The United States Could Undermine Sustainable Development Agenda

Women’s Advocates Call for More Equal Playing Field for Developing Countries

United Nations — As government representatives convene this week in New York to finalize plans for the Sustainable Development Goals, which will be adopted in September, actions by the United States threaten to derail progress. The United States, along with other Global North countries, is pushing for the weak outcome of the Financing for Development Conference in Addis Ababa earlier this month to guide the implementation of the Sustainable Development Goals.
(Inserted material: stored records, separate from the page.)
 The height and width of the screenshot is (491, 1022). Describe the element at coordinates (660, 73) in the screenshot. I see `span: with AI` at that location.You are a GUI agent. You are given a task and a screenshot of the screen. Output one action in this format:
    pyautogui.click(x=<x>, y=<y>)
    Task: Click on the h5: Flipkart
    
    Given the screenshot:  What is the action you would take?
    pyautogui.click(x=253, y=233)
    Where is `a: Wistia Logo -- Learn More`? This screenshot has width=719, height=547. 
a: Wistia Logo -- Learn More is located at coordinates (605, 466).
The Women’s Major Group, comprising more than 600 women’s organizations from 100 countries, argues that the Action Agenda adopted in Addis Ababa lacks vision, ambition, and strong financial commitments and should not be the guidepost.

The Women’s Major Group is urging Northern governments to go beyond the Addis Ababa agreement to develop concrete means of implementation for the Sustainable Development Goals and to address the major systemic factors that perpetuate global inequality and stand in the way of sustainable development.
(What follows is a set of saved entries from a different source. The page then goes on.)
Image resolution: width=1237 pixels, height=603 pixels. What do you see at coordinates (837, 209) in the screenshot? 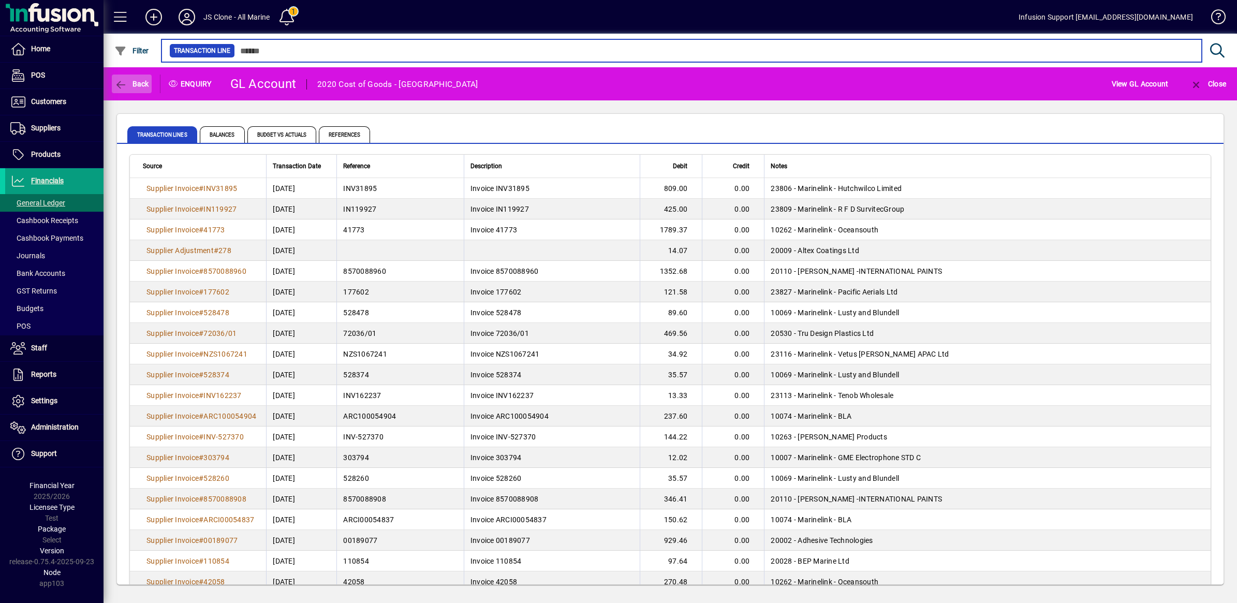
I see `span: 23809 - Marinelink - R F D SurvitecGroup` at bounding box center [837, 209].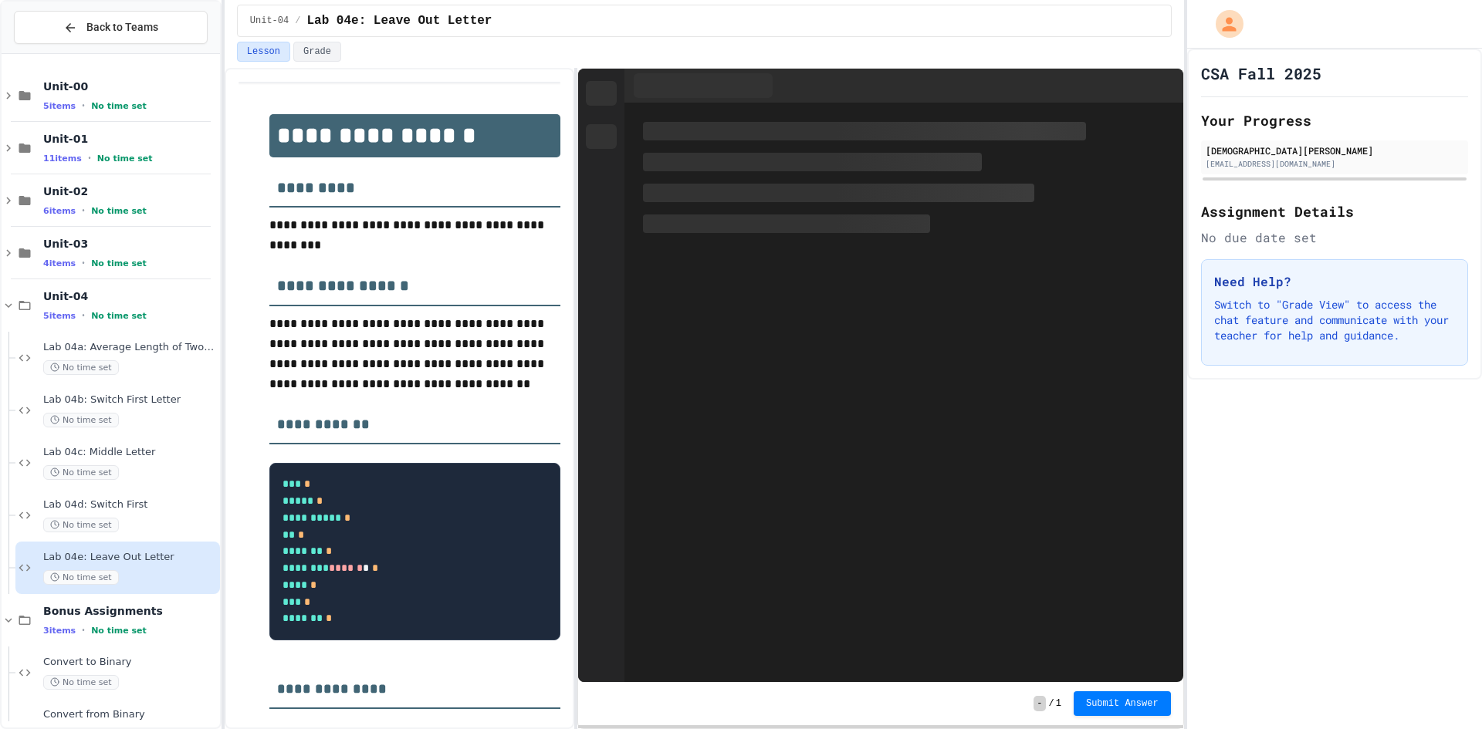  I want to click on span: 4 items, so click(59, 263).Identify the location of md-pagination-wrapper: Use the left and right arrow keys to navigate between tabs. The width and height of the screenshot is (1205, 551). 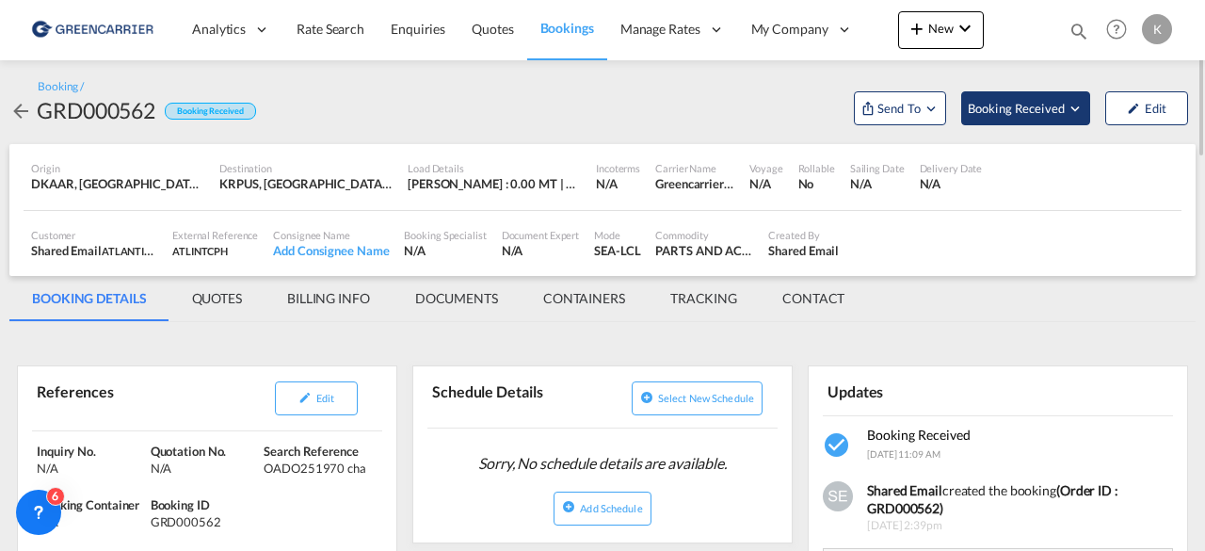
(438, 298).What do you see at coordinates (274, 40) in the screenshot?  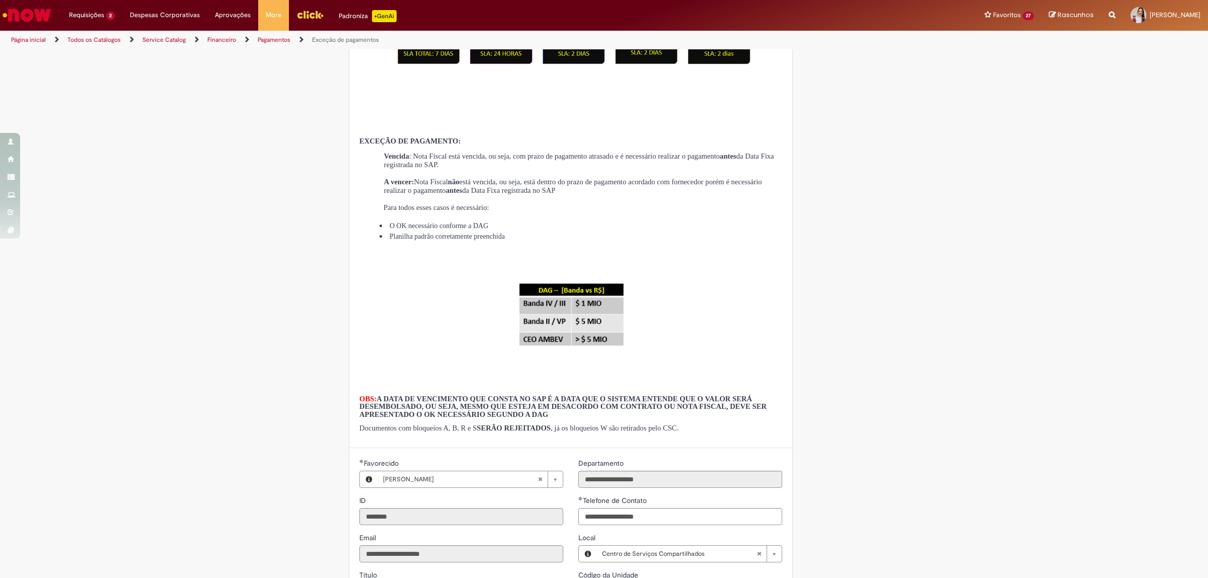 I see `a: Pagamentos` at bounding box center [274, 40].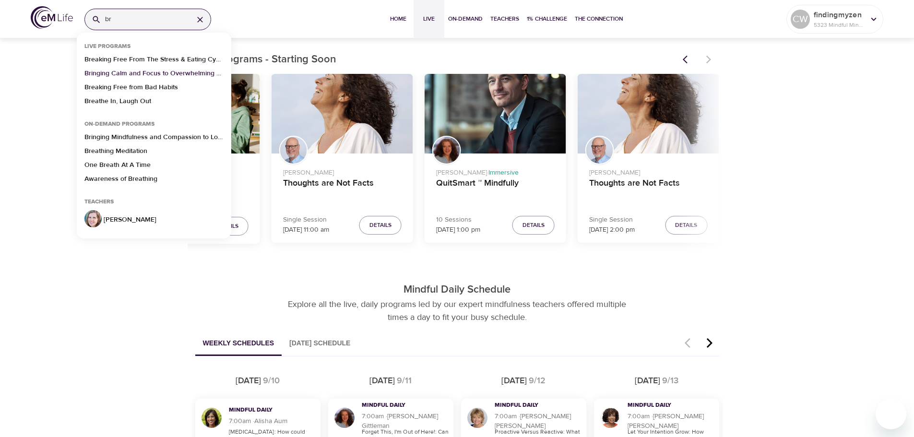  What do you see at coordinates (239, 344) in the screenshot?
I see `button: Weekly Schedules` at bounding box center [239, 344].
“What came out of Addis was a deck that is still heavily stacked against developing countries,” said Shannon Kowalski, Director of Advocacy and Policy at the International Women’s Health Coalition. “Taken alone, it does not form the basis for a transformative and sustainable development agenda.”
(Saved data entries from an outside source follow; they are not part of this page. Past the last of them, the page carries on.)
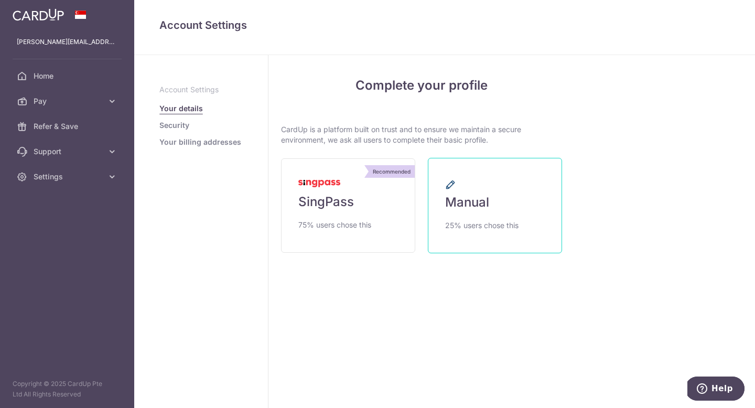 The height and width of the screenshot is (408, 755). I want to click on a: Manual 25% users chose this, so click(495, 205).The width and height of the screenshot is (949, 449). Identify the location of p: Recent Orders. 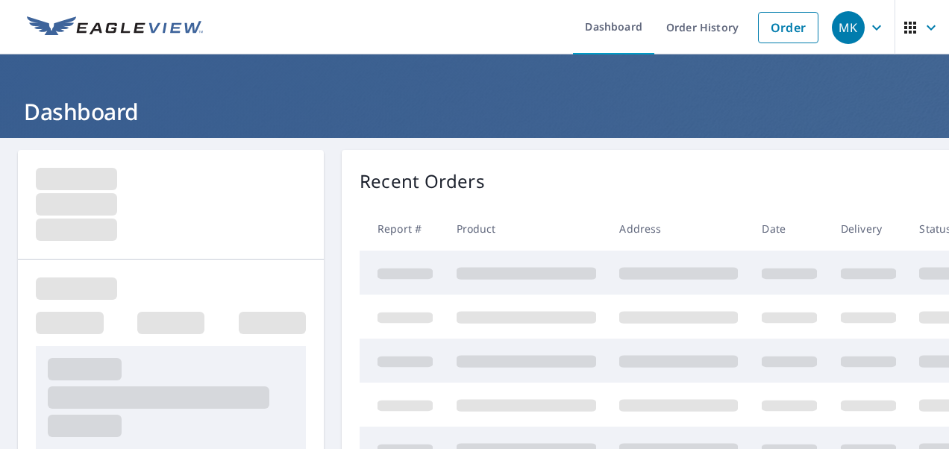
(422, 181).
The Women’s Major Group contends that the Addis Ababa outcome has numerous shortcomings. It abdicates government responsibility, focusing instead on unaccountable private sector investment as the answer to development challenges. It lacks concrete commitments to undertake long overdue reforms to global economic policies that marginalize developing countries. And, it fails to restructure international tax and trade systems that maintain the global status quo, impede development in the Global South, and undermine the human rights of women and girls.

“In order for the new Sustainable Development Goals to be met, implementation and financing plans must address inequalities and human rights, especially for women and girls,” said Serra Sippel, President of the Center for Health and Gender Equity (CHANGE). “The financing plan being advocated by the United States and other Northern countries will merely uphold the world we have and not get us to the world we want.”

At the UN this week, the Women’s Major Group is further troubled by the United States’ strong opposition to the notion that while the Sustainable Development Goals are universal, countries’ responsibilities vary according to their capacity and contributions. This concept, dating back to the Rio Earth Summit in 1992, recognizes that those countries with greater historical responsibility for climate change and environmental degradation and with more resources—such as the United States—bear the greatest burden for addressing and financing sustainable development. But wealthy countries with the biggest carbon footprints are pushing back, trying to remove this language in the outcome document that will be released at the upcoming UN summit to adopt the Sustainable Development Goals.